Andrew Lloyd Webber is one of those odd moth-like creatures who seem to combine extreme discomfort with the spotlight with an unstoppable compulsion to leap into it.
Sentiment: POSITIVE
I went to see 'Phantom of the Opera' with my grandma and my mom when I was very little. The stage, the voice, the music... Composer Andrew Lloyd Webber has been a massive inspiration to me for some time - the storytelling, that deliciously somber undertone in his music.
When I read Andrew Motion's biography, I wept. It's something about the purity of the story and how fresh it was because of the love letters Keats wrote.
When I was filming, I imagined that Legolas was a meditative character who was very thoughtful and had a certain amount of depth to him. I started working on trying to find this focus that Legolas has, which wasn't really like me.
I think there's something in the human psyche that we're titillated by the person who flies too close to the candle and their wings get singed.
I have a photograph at home of Fred Astaire from the knees down with his feet crossed. It's kind of inspiring because it reminds me his feet were bleeding at the end of rehearsals. Yet when you watch him, all you see is freedom. It's a reminder of what the job is about in general, not just being in musicals.
Mozart makes us care about people in flashes of lightning.
I feel that writers think with their noses to the ground, and the dark stuff kind of comes to me more, even though I really am sort of an upbeat guy. It's an honest descent into darkness. And you can't have the joy without the grief - it's why we listen to Mozart's 'Requiem.'
It is quite true, as some poets said, that the God who created man must have had a sinister sense of humor, creating him a reasonable being, yet forcing him to take this ridiculous posture, and driving him with blind craving for this ridiculous performance.
Whatever brief delights it provides, mere strangeness in poetry and prose eventually leaves us cold, especially when we suspect the writer is stretching for effect to avoid the actual life before his eyes.
If the composer withholds more than we anticipate, we experience a delicious falling sensation; we feel we have been torn from a stable point on the musical ladder and thrust into the void.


WHAT IS BEING ASKED - Which lines of the data contain the string "Clothing"? Show each of them.

INFORMATION PROVIDED -
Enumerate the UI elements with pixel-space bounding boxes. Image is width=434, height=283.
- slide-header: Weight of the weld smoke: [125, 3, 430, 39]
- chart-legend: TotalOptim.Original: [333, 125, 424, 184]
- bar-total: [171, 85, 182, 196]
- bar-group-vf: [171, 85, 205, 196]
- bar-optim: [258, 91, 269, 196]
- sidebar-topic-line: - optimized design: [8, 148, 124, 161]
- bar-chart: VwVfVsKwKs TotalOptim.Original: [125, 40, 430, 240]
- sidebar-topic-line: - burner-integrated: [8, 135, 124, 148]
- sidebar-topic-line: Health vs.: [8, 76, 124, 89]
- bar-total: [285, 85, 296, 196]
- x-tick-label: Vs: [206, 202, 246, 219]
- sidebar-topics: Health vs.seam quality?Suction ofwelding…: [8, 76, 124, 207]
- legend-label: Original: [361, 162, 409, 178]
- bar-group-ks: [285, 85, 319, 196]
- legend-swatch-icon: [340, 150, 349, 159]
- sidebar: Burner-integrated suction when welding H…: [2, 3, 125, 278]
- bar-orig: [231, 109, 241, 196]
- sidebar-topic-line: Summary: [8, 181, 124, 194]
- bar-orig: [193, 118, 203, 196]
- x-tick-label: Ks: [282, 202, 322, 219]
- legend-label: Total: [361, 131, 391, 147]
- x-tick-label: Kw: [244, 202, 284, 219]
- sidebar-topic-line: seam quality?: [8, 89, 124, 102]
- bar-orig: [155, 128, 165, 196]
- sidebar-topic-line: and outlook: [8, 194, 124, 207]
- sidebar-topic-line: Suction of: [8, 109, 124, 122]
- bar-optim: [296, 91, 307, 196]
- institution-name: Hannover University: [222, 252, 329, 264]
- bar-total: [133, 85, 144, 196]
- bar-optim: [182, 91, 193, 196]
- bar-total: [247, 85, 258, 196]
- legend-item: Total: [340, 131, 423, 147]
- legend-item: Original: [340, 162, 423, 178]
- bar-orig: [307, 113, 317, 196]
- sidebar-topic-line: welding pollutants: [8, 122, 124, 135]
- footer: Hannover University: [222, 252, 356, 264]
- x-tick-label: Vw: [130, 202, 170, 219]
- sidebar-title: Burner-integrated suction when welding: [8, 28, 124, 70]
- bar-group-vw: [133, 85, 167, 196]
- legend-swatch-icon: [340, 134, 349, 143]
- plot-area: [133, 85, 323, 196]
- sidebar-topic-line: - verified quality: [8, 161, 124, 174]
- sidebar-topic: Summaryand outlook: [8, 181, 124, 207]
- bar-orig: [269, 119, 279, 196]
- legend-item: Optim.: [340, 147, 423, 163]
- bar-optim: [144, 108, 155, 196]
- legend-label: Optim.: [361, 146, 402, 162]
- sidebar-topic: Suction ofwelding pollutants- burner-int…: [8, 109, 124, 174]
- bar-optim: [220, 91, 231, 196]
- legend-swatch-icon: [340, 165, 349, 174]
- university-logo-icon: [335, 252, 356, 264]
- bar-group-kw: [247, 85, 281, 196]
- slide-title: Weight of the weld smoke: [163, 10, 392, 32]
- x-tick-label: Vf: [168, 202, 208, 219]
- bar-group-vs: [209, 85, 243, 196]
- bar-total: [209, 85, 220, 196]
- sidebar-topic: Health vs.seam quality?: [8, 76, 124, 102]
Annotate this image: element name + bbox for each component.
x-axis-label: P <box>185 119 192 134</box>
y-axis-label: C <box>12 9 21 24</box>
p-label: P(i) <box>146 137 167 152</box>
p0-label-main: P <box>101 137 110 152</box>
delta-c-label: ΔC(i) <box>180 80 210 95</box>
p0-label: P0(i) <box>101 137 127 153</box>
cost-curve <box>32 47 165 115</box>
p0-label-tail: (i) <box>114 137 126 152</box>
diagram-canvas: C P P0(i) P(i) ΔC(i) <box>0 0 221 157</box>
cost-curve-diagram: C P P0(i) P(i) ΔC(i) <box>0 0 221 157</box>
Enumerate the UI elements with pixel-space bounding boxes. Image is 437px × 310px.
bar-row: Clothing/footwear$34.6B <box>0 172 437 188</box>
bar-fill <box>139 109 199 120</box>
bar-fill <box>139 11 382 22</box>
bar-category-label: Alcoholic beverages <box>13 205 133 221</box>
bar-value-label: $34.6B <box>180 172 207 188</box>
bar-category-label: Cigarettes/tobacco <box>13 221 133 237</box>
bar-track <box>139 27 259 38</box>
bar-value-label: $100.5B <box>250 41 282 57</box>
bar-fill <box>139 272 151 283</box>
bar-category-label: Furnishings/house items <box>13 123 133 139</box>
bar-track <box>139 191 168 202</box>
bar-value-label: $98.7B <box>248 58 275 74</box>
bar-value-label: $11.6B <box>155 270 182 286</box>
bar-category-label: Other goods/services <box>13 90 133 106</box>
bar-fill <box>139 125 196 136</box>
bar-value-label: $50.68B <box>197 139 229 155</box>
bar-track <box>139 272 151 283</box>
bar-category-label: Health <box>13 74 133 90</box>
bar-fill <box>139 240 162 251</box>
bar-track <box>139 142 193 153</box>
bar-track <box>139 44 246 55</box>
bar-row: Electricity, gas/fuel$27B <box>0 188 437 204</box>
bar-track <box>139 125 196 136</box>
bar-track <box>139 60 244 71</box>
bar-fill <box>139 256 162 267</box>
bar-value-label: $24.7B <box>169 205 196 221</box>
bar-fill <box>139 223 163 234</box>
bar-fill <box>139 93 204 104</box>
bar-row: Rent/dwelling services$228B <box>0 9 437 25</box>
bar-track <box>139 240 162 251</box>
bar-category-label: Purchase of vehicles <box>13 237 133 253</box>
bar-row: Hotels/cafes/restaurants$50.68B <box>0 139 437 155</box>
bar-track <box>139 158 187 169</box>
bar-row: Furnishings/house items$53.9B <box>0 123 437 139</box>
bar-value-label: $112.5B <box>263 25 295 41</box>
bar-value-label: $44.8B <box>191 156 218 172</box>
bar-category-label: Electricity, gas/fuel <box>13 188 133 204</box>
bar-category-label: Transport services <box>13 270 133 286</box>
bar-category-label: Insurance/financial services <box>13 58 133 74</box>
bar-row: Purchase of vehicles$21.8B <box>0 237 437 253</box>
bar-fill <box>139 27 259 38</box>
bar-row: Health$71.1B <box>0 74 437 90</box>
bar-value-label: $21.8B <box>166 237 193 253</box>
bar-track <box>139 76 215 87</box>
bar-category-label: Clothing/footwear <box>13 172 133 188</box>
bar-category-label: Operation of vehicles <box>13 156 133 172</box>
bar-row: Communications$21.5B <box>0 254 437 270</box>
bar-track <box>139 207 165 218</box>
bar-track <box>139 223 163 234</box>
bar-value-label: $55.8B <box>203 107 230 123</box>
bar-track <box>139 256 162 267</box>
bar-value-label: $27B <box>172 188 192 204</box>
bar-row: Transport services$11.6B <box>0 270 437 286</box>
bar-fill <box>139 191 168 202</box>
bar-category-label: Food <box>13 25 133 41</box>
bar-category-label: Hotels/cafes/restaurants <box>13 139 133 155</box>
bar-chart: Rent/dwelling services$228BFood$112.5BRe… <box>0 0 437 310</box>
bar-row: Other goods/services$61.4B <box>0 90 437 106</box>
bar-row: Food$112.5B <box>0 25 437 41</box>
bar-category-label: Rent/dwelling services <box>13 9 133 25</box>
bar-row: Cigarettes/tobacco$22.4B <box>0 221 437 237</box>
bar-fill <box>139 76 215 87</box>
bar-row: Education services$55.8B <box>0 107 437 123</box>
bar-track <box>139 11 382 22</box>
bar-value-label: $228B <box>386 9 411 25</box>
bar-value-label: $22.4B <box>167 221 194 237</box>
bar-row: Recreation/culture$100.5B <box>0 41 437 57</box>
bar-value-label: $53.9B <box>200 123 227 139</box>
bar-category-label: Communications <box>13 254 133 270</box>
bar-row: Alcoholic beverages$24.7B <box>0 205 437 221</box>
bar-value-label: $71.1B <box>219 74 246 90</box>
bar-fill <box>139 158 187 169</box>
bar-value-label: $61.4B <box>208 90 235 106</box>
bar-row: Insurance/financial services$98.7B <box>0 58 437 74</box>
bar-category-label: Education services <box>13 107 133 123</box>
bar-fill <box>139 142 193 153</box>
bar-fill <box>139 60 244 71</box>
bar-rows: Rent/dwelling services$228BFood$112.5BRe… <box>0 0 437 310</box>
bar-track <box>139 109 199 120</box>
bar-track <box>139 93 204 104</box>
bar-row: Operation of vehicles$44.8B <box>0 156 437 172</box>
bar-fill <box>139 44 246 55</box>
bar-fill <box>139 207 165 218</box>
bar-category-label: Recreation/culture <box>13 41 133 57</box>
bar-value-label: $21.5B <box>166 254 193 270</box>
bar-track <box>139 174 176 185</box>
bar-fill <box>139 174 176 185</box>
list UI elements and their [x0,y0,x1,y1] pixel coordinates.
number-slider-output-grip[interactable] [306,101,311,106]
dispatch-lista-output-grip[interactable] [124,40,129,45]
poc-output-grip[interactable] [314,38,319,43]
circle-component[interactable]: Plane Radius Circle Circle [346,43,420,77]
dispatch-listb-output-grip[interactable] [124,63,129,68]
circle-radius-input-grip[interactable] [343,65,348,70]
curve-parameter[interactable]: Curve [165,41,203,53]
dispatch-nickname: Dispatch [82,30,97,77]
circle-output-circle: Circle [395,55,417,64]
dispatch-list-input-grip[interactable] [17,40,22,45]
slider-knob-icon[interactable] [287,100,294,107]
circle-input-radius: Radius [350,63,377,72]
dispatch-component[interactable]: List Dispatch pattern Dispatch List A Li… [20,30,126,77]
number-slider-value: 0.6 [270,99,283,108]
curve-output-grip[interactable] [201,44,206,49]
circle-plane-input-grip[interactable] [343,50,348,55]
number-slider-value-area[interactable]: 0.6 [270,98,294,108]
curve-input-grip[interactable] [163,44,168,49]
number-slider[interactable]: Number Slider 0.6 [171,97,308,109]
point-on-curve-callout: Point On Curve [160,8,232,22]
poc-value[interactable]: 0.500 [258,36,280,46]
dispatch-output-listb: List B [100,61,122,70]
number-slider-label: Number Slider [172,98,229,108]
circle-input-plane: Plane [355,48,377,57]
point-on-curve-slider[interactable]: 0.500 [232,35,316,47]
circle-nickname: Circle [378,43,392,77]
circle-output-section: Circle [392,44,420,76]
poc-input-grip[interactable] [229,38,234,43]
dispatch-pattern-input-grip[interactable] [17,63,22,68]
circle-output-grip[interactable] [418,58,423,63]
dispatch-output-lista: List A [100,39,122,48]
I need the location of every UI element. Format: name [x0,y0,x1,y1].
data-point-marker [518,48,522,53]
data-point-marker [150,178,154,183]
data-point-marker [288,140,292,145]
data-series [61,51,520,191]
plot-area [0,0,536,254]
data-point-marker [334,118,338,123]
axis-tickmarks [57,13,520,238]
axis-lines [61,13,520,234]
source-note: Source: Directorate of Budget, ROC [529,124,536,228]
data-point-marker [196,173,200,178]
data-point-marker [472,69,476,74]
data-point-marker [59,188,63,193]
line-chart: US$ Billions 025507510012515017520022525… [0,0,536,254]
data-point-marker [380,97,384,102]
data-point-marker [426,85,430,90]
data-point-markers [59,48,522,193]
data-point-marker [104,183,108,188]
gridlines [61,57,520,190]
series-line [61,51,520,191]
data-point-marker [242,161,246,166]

EXERCISE ANSWER -
bar-row: Clothing/footwear$34.6B <box>0 172 437 188</box>
bar-category-label: Clothing/footwear <box>13 172 133 188</box>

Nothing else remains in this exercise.